Thursday, November 6, 2014

Robot of Sherwood


The Doctor: Old fashioned heroes only exist in old-fashioned storybooks, Clara.
Clara: What about you? You stop bad things happening every minute of every day. That sounds pretty heroic to me.
The Doctor: Just passing the time.

Robin Hood is an odd choice for a British national hero - he is, after all, not only a wealthy man who chooses to be poor so that he can eliminate poverty rather than compromise his morals and continue to live in wealth, but he’s explicitly revolutionary. Sure, sometimes it’s so the “rightful king” can be restored, but it’s fundamentally about overthrowing the existing oppression and power.

Which is not to say America doesn’t have revolutionary heroes - we revere George Washington and the Founders, and, to a lesser degree, Robert E. Lee. But the former weren’t trying to overthrow our government, and the Confederates we do venerate weren’t straight-up outlaws trying to wipe out poverty by taking everything from the rich; they were trying to restore what they thought of as their rights. And our heroic outlaws, The James Brothers or Bonny & Clyde, were primarily out to make themselves rich, whatever their occasional gestures toward any particular ideals. Our revolutionary heroes are first and foremost individualistic. Our nearest equivalent is probably Davy Crockett, and his only revolutionary stand was against Mexico.

Robin Hood, at least in most worthwhile versions, is a utopian vision.

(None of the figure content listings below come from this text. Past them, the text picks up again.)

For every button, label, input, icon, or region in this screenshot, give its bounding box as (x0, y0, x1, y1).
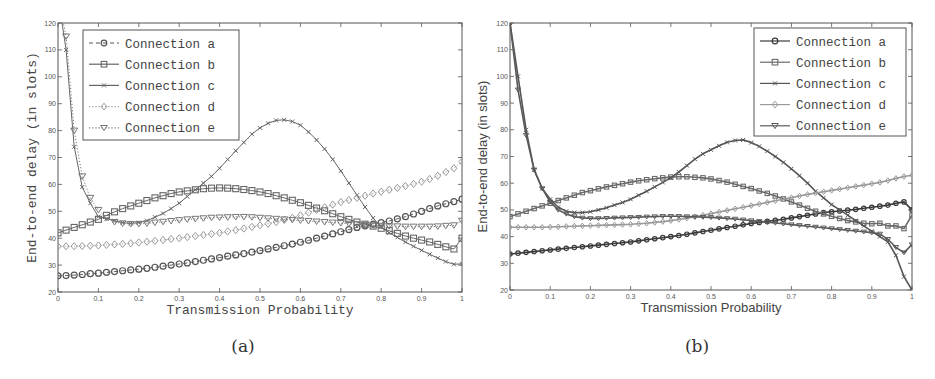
x-tick-label: 0 (508, 293, 512, 300)
legend-label: Connection e (125, 122, 215, 136)
legend-label: Connection b (796, 57, 886, 71)
x-tick-label: 0.8 (827, 293, 837, 300)
legend-label: Connection b (125, 59, 215, 73)
legend: Connection aConnection bConnection cConn… (83, 30, 239, 140)
x-tick-label: 0.5 (255, 295, 265, 302)
x-tick-label: 0.4 (215, 295, 225, 302)
y-tick-label: 70 (48, 154, 56, 161)
x-tick-label: 0.2 (134, 295, 144, 302)
legend-label: Connection a (796, 36, 887, 50)
y-tick-label: 90 (500, 100, 508, 107)
x-tick-label: 0.9 (417, 295, 427, 302)
x-tick-label: 0.2 (586, 293, 596, 300)
x-tick-label: 0.7 (787, 293, 797, 300)
legend-label: Connection e (796, 120, 886, 134)
y-tick-label: 100 (496, 73, 508, 80)
y-tick-label: 50 (48, 208, 56, 215)
y-tick-label: 120 (496, 20, 508, 27)
y-tick-label: 110 (45, 46, 56, 53)
y-tick-label: 100 (44, 73, 56, 80)
x-tick-label: 1 (910, 293, 914, 300)
x-tick-label: 0.1 (545, 293, 555, 300)
chart-panel-b: 00.10.20.30.40.50.60.70.80.9120304050607… (475, 20, 915, 357)
chart-panel-a: 00.10.20.30.40.50.60.70.80.9120304050607… (25, 0, 466, 356)
x-tick-label: 0.3 (626, 293, 636, 300)
x-tick-label: 0.6 (746, 293, 756, 300)
x-axis-title: Transmission Probability (166, 303, 353, 318)
y-tick-label: 80 (48, 127, 56, 134)
y-tick-label: 40 (48, 235, 56, 242)
y-tick-label: 40 (500, 233, 508, 240)
y-tick-label: 80 (500, 126, 508, 133)
y-tick-label: 110 (497, 46, 508, 53)
legend: Connection aConnection bConnection cConn… (754, 28, 906, 136)
y-tick-label: 60 (48, 181, 56, 188)
x-axis-title: Transmission Probability (640, 300, 782, 315)
y-tick-label: 50 (500, 206, 508, 213)
legend-label: Connection d (125, 101, 215, 115)
y-tick-label: 60 (500, 180, 508, 187)
x-tick-label: 1 (460, 295, 464, 302)
y-tick-label: 30 (48, 262, 56, 269)
figure: 00.10.20.30.40.50.60.70.80.9120304050607… (0, 0, 935, 379)
legend-label: Connection d (796, 99, 886, 113)
x-tick-label: 0.5 (706, 293, 716, 300)
panel-caption: (a) (231, 336, 254, 356)
y-tick-label: 20 (48, 289, 56, 296)
y-axis-title: End-to-end delay (in slots) (475, 81, 490, 233)
legend-label: Connection a (125, 38, 216, 52)
legend-label: Connection c (125, 80, 215, 94)
x-tick-label: 0.3 (174, 295, 184, 302)
legend-label: Connection c (796, 78, 886, 92)
y-tick-label: 90 (48, 100, 56, 107)
y-axis-title: End-to-end delay (in slots) (25, 52, 40, 263)
y-tick-label: 70 (500, 153, 508, 160)
x-tick-label: 0.4 (666, 293, 676, 300)
x-tick-label: 0.6 (296, 295, 306, 302)
x-tick-label: 0 (56, 295, 60, 302)
x-tick-label: 0.8 (376, 295, 386, 302)
panel-caption: (b) (685, 336, 709, 356)
y-tick-label: 120 (44, 20, 56, 27)
x-tick-label: 0.9 (867, 293, 877, 300)
x-tick-label: 0.1 (94, 295, 104, 302)
y-tick-label: 30 (500, 260, 508, 267)
y-tick-label: 20 (500, 287, 508, 294)
x-tick-label: 0.7 (336, 295, 346, 302)
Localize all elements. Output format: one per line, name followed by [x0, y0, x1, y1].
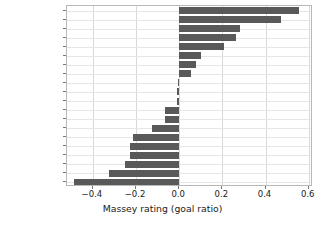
x-gridline: [179, 6, 180, 185]
y-gridline: [67, 83, 311, 84]
x-tick-label: 0.4: [258, 189, 272, 199]
bar-chart-figure: −0.4−0.20.00.20.40.6kawasakifyokohamafmk…: [0, 0, 325, 225]
y-tick-mark: [63, 19, 66, 20]
plot-area: [66, 5, 312, 186]
bar: [179, 43, 223, 50]
y-gridline: [67, 110, 311, 111]
y-tick-mark: [63, 91, 66, 92]
bar: [177, 98, 180, 105]
y-tick-mark: [63, 172, 66, 173]
y-gridline: [67, 146, 311, 147]
bar: [130, 152, 179, 159]
x-axis-label: Massey rating (goal ratio): [0, 203, 325, 214]
bar: [179, 61, 196, 68]
bar: [179, 25, 240, 32]
x-tick-label: 0.6: [301, 189, 315, 199]
y-gridline: [67, 164, 311, 165]
y-gridline: [67, 128, 311, 129]
bar: [179, 7, 298, 14]
x-gridline: [222, 6, 223, 185]
y-tick-mark: [63, 28, 66, 29]
bar: [179, 70, 191, 77]
y-tick-mark: [63, 109, 66, 110]
y-gridline: [67, 155, 311, 156]
x-tick-label: 0.0: [171, 189, 185, 199]
bar: [125, 161, 179, 168]
bar: [130, 143, 179, 150]
y-tick-mark: [63, 55, 66, 56]
bar: [109, 170, 179, 177]
y-tick-mark: [63, 10, 66, 11]
bar: [179, 16, 281, 23]
x-tick-label: 0.2: [215, 189, 229, 199]
y-tick-mark: [63, 181, 66, 182]
y-tick-mark: [63, 154, 66, 155]
y-tick-mark: [63, 37, 66, 38]
bar: [179, 34, 236, 41]
bar: [74, 179, 179, 186]
y-tick-mark: [63, 73, 66, 74]
y-tick-mark: [63, 100, 66, 101]
bar: [152, 125, 179, 132]
y-gridline: [67, 119, 311, 120]
y-tick-mark: [63, 136, 66, 137]
bar: [178, 79, 179, 86]
bar: [165, 116, 180, 123]
x-gridline: [309, 6, 310, 185]
y-tick-mark: [63, 145, 66, 146]
y-gridline: [67, 101, 311, 102]
bar: [133, 134, 179, 141]
y-tick-mark: [63, 46, 66, 47]
x-tick-label: −0.2: [125, 189, 146, 199]
bar: [177, 88, 179, 95]
y-gridline: [67, 137, 311, 138]
x-tick-label: −0.4: [82, 189, 103, 199]
y-gridline: [67, 92, 311, 93]
bar: [179, 52, 201, 59]
y-tick-mark: [63, 64, 66, 65]
y-tick-mark: [63, 163, 66, 164]
x-gridline: [266, 6, 267, 185]
x-gridline: [93, 6, 94, 185]
y-tick-mark: [63, 127, 66, 128]
bar: [165, 107, 179, 114]
y-tick-mark: [63, 118, 66, 119]
y-gridline: [67, 173, 311, 174]
y-tick-mark: [63, 82, 66, 83]
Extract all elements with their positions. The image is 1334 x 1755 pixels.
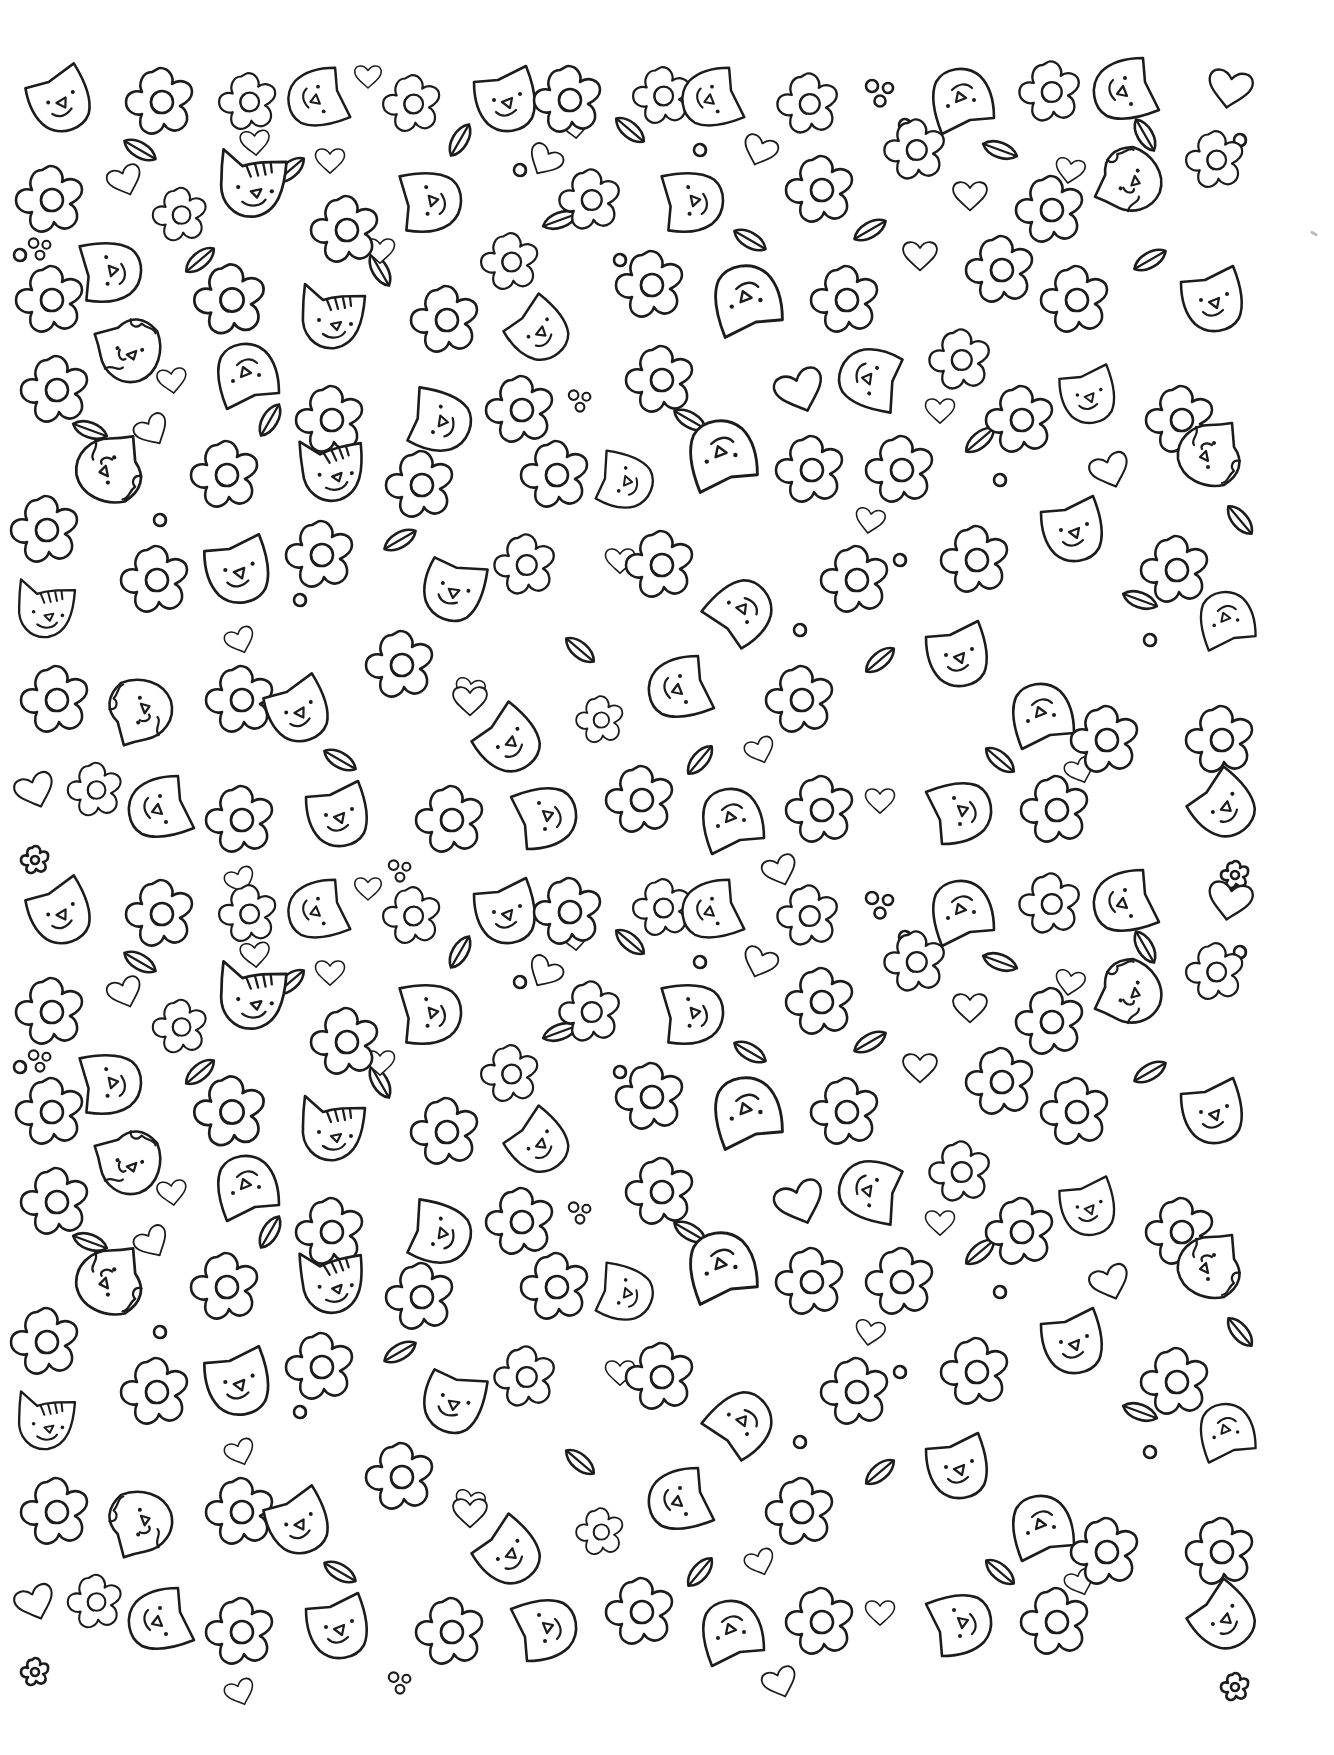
heart-icon xyxy=(12,770,59,813)
flower-icon xyxy=(786,776,852,842)
flower-icon xyxy=(21,1478,87,1544)
leaf-icon xyxy=(731,1037,770,1068)
cat-head-icon xyxy=(830,1147,917,1232)
dot-cluster-icon xyxy=(389,1672,411,1693)
cat-head-icon xyxy=(1201,1404,1256,1463)
heart-icon xyxy=(355,66,382,88)
flower-icon xyxy=(386,451,452,517)
dot-cluster-icon xyxy=(866,892,893,919)
dot-cluster-icon xyxy=(569,390,591,411)
flower-icon xyxy=(1021,776,1087,842)
flower-icon xyxy=(481,1045,537,1101)
cat-head-icon xyxy=(394,1192,481,1277)
leaf-icon xyxy=(445,121,476,160)
flower-icon xyxy=(219,73,275,129)
cat-head-icon xyxy=(288,68,350,126)
spotted-cat-head-icon xyxy=(1088,138,1173,224)
coloring-page xyxy=(0,0,1334,1755)
heart-icon xyxy=(12,1582,59,1625)
flower-icon xyxy=(929,1141,988,1200)
cat-head-icon xyxy=(933,881,994,946)
flower-icon xyxy=(811,266,877,332)
leaf-icon xyxy=(255,1213,286,1252)
circle-icon xyxy=(1144,1446,1156,1458)
cat-head-icon xyxy=(410,544,495,631)
flower-icon xyxy=(1041,266,1107,332)
heart-icon xyxy=(760,852,801,890)
leaf-icon xyxy=(851,1027,890,1058)
leaf-icon xyxy=(561,1445,598,1480)
flower-icon xyxy=(606,766,672,832)
flower-icon xyxy=(68,763,121,815)
flower-icon xyxy=(11,1308,77,1374)
cat-head-icon xyxy=(410,1356,495,1443)
flower-icon xyxy=(576,1508,622,1554)
cat-head-icon xyxy=(926,621,987,686)
circle-icon xyxy=(694,956,706,968)
heart-icon xyxy=(743,735,779,768)
flower-icon xyxy=(966,1048,1032,1114)
flower-icon xyxy=(633,67,689,123)
dot-cluster-icon xyxy=(866,80,893,107)
flower-icon xyxy=(884,119,943,178)
flower-icon xyxy=(16,266,82,332)
cat-head-icon xyxy=(496,289,577,371)
flower-icon xyxy=(821,1358,887,1424)
flower-icon xyxy=(1019,873,1078,932)
heart-icon xyxy=(240,130,271,157)
flower-icon xyxy=(929,329,988,388)
leaf-icon xyxy=(683,1553,718,1590)
cat-head-icon xyxy=(933,69,994,134)
flower-icon xyxy=(286,521,352,587)
cat-head-icon xyxy=(682,880,744,938)
flower-icon xyxy=(286,1333,352,1399)
flower-icon xyxy=(1016,988,1082,1054)
cat-head-icon xyxy=(218,344,279,409)
cat-head-icon xyxy=(1181,266,1242,331)
circle-icon xyxy=(1144,634,1156,646)
leaf-icon xyxy=(321,1557,360,1588)
cat-head-icon xyxy=(391,168,466,239)
spotted-cat-head-icon xyxy=(76,1248,141,1314)
heart-icon xyxy=(903,1054,937,1082)
flower-icon xyxy=(11,496,77,562)
cat-head-icon xyxy=(583,444,661,521)
dot-cluster-icon xyxy=(569,1202,591,1223)
flower-icon xyxy=(521,441,587,507)
cat-head-icon xyxy=(23,874,94,949)
flower-icon xyxy=(386,1263,452,1329)
flower-icon xyxy=(121,546,187,612)
cat-head-icon xyxy=(394,380,481,465)
flower-icon xyxy=(626,1343,692,1409)
flower-icon xyxy=(986,1198,1052,1264)
cat-head-icon xyxy=(129,776,194,837)
cat-head-icon xyxy=(690,421,757,493)
cat-head-icon xyxy=(715,1078,782,1150)
cat-head-icon xyxy=(1059,1176,1114,1235)
flower-icon xyxy=(383,887,439,943)
leaf-icon xyxy=(255,401,286,440)
flower-icon xyxy=(1186,1518,1252,1584)
flower-icon xyxy=(16,166,82,232)
leaf-icon xyxy=(981,1555,1018,1590)
circle-icon xyxy=(14,1061,26,1073)
heart-icon xyxy=(223,1677,259,1710)
dot-cluster-icon xyxy=(29,238,51,259)
flower-icon xyxy=(126,880,192,946)
flower-icon xyxy=(766,666,832,732)
flower-icon xyxy=(16,1078,82,1144)
heart-icon xyxy=(865,789,894,813)
leaf-icon xyxy=(381,525,420,556)
cat-head-icon xyxy=(1179,1574,1264,1661)
flower-icon xyxy=(1141,536,1207,602)
flower-icon xyxy=(481,233,537,289)
circle-icon xyxy=(794,1436,806,1448)
flower-icon xyxy=(296,1198,362,1264)
flower-icon xyxy=(521,1253,587,1319)
flower-icon xyxy=(941,526,1007,592)
flower-icon xyxy=(534,66,600,132)
flower-icon xyxy=(786,156,852,222)
cat-head-icon xyxy=(682,68,744,126)
flower-icon xyxy=(126,68,192,134)
circle-icon xyxy=(694,144,706,156)
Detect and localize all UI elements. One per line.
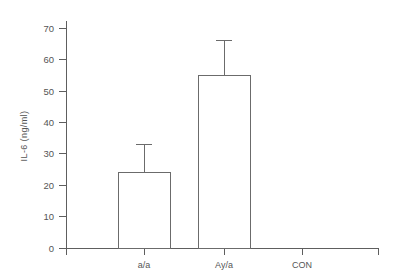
x-tick-label-ay-a: Ay/a <box>215 260 233 270</box>
bar-ay-a <box>198 75 250 248</box>
x-axis-ticks <box>66 248 378 255</box>
y-tick-label: 0 <box>49 243 54 254</box>
y-tick-label: 50 <box>43 86 54 97</box>
bar-a-a <box>118 173 170 248</box>
y-tick-label: 60 <box>43 54 54 65</box>
y-tick-label: 40 <box>43 117 54 128</box>
il6-bar-chart: IL-6 (ng/ml) 0 10 20 30 40 50 60 70 <box>0 0 397 278</box>
x-axis-tick-labels: a/a Ay/a CON <box>138 260 312 270</box>
y-axis-tick-labels: 0 10 20 30 40 50 60 70 <box>43 23 54 254</box>
chart-container: IL-6 (ng/ml) 0 10 20 30 40 50 60 70 <box>0 0 397 278</box>
y-tick-label: 30 <box>43 148 54 159</box>
y-tick-label: 10 <box>43 211 54 222</box>
bar-series <box>118 75 250 248</box>
y-axis-title: IL-6 (ng/ml) <box>19 111 29 162</box>
y-tick-label: 70 <box>43 23 54 34</box>
x-tick-label-con: CON <box>292 260 312 270</box>
x-tick-label-a-a: a/a <box>138 260 151 270</box>
y-tick-label: 20 <box>43 180 54 191</box>
y-axis-ticks <box>59 28 66 248</box>
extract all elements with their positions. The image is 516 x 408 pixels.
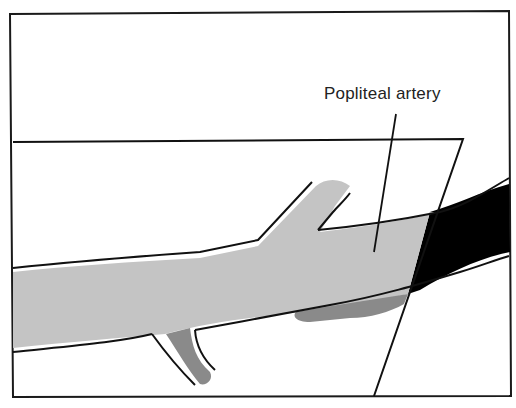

A man who fights to overthrow the corrupt and evil in order that the oppressed can live fruitfully. Rather like the Doctor, who abandoned a life as one of the Lords of Time, and who’s been a revolutionary since his second story, and a noble one since not long after that. So the meeting between these two fantastic figures should be the most revolutionary and politically explosive episode since…

… oh, wait, no, it’s a Gatiss script.

So we get the Sheriff of Nottingham working with generic evil robots defeated by gold (after this and Deep Breath, I was already convinced the Cybermen were showing up in the finale), and that’s about it. The only parallel made between the Doctor and Robin Hood is something or other to do with the nature of legends vs. history. Which would be a lot easier to forgive if it at least went through the Robin Hood bits cleverly, but outside of one scene, it doesn’t even try to engage with any  of those stories.

On the other hand, well, it is a Gatiss script. Sure, it does nothing worthwhile with the Doctor and Robin Hood being together. Sure, the Merry Men are completely interchangeable and only get a couple of lines all around. Sure, Maid Marion is barely even in it. Sure, the only thing it actually does with Robin Hood himself is an amusing variation on the archery contest. But it is amusing. It’s got a pair of very engaging guest performances from Tom Riley as Robin Hood and Ben Miller as Nottingham. There’s some fun banter, some action, and a castle turning into a spaceship. A failure to be interesting doesn’t require a failure to be watchable. It may be pretty much the least you can do with the premise, but it lacks ambition with great competence. It may not be The Time Warrior, but it’s not The King’s Demons, either.

And the closing conversation about legends really is lovely. “History is a burden. Stories can make us fly.” There's something particularly frustrating here, of course - Robin Hood explicitly parallels his rebel nature with the Doctor's, which would be far more satisfying if we had actually seen any of it. But it's a nice scene, anyway.

For all that I don’t care for most of Gatiss’s Who episodes, I’m glad they exist. For one thing, a lot of people really do enjoy the occasional Who episode that’s just simple and nostalgic. And it’s good to have some of those. I wish Gatiss’s were all as good as Crimson Horror, but they still need to exist. If every episode is some huge, crazy epic, it all becomes meaningless after a while. You need the little silly ones. Yes, they can be better than this, but they exist for a reason, and even if I don’t much care for Robin of Sherwood, I’m glad it exists. I doubt Listen would have had quite the impact that it did if it didn’t follow a little romp like this. I do hope the show keeps hiring him every season to do one of these, though equally I hope he’s pushed to make them just a little better. He’s certainly capable of it.

Also, after three 3000+ word reviews and even topping 2k on Into the Dalek, it’s a relief to have one of these where I have to stretch to not just repeat my Idiot’s Lantern review, let alone eke out a page and a half.